The InsurTech innovation wave is maturing into a real collaborative environment made up of platforms, ecosystems, and modern data management.

The InsurTech innovation wave is maturing into a real collaborative environment made up of platforms, ecosystems, and modern data management.
Carrier leadership should recognize that transformation never ends and cultivate a culture of constant technical innovation that maintains and constantly improves the new solution and business processes required to support it.
Today’s insurers are faced with a puzzle: How do they market their products to become well-known, trusted, and valued best-sellers, yet, at the same time, place some products where they can be purchased through other partners or channels, even if they are unknown?
For insurers to become players in the new insurance ecosystems, they will need to apply lessons from their tests and MVPs to their product and service rollouts.
When viewed properly, APIs are a bit like traveling through time and seeing the future, with the ability to use future tools in the here and now.
As carriers look at their overall current and potential product offerings, they should have alignment across the enterprise in order to invest the time and money needed into making their absence solutions solve the needs of the marketplace.
In this, the fifth in a series of blogs on distribution management, Denise Garth is joined by Luke Suczewski and Haley Wellener, both members of PwC’s Insurance Transformation practice.
Industry forces are reshaping distribution management, from shifting customer expectations to driving reach and scale in a multi-channel world.
Millennials and Gen Z are now the dominant buyers for insurance. They do not follow the traditional life and purchase patterns set by older generations.
As we move into the future of SaaS, this precision will give insurers real competitive advantage, but how does SaaS 3.0 differ from what we have been calling SaaS all along?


BRIEF. Beginning at the line that includes "Identify the location of div: Mācību" in the entries below, print each line exactly as it appears, through the last one.

THE DATA.

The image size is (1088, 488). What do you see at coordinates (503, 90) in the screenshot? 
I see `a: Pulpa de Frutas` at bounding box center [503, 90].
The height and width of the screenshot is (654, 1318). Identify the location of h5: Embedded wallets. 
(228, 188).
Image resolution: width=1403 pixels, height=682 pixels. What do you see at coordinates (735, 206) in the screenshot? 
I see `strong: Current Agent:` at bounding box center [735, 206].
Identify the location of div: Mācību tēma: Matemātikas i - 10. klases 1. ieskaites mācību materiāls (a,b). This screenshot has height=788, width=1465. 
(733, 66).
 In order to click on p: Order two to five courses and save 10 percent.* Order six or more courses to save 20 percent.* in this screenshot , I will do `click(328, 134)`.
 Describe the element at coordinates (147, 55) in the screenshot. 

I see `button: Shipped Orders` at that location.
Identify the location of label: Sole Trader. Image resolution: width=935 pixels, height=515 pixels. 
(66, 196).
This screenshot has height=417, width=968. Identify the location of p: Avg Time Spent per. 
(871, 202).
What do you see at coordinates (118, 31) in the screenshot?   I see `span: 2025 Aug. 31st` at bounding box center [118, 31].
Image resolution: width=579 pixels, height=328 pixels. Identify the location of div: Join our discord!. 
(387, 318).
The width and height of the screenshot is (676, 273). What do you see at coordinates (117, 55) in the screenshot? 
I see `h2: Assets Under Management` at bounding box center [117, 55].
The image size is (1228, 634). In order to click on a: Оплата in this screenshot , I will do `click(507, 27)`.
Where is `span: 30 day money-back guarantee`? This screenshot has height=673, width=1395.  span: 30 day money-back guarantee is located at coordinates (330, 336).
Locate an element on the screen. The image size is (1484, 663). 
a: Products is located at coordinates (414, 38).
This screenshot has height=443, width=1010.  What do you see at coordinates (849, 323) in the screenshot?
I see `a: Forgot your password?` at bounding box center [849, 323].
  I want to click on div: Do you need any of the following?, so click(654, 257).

RESPONSE AREA.
Identify the location of div: Mācību tēma: Matemātikas i - 10. klases 1. ieskaites mācību materiāls (a,b). This screenshot has height=788, width=1465. 
(733, 66).
 In order to click on p: Order two to five courses and save 10 percent.* Order six or more courses to save 20 percent.* in this screenshot , I will do `click(328, 134)`.
 Describe the element at coordinates (147, 55) in the screenshot. 

I see `button: Shipped Orders` at that location.
Identify the location of label: Sole Trader. Image resolution: width=935 pixels, height=515 pixels. 
(66, 196).
This screenshot has height=417, width=968. Identify the location of p: Avg Time Spent per. 
(871, 202).
What do you see at coordinates (118, 31) in the screenshot?   I see `span: 2025 Aug. 31st` at bounding box center [118, 31].
Image resolution: width=579 pixels, height=328 pixels. Identify the location of div: Join our discord!. 
(387, 318).
The width and height of the screenshot is (676, 273). What do you see at coordinates (117, 55) in the screenshot? 
I see `h2: Assets Under Management` at bounding box center [117, 55].
The image size is (1228, 634). In order to click on a: Оплата in this screenshot , I will do `click(507, 27)`.
Where is `span: 30 day money-back guarantee`? This screenshot has height=673, width=1395.  span: 30 day money-back guarantee is located at coordinates (330, 336).
Locate an element on the screen. The image size is (1484, 663). 
a: Products is located at coordinates (414, 38).
This screenshot has height=443, width=1010.  What do you see at coordinates (849, 323) in the screenshot?
I see `a: Forgot your password?` at bounding box center [849, 323].
  I want to click on div: Do you need any of the following?, so click(654, 257).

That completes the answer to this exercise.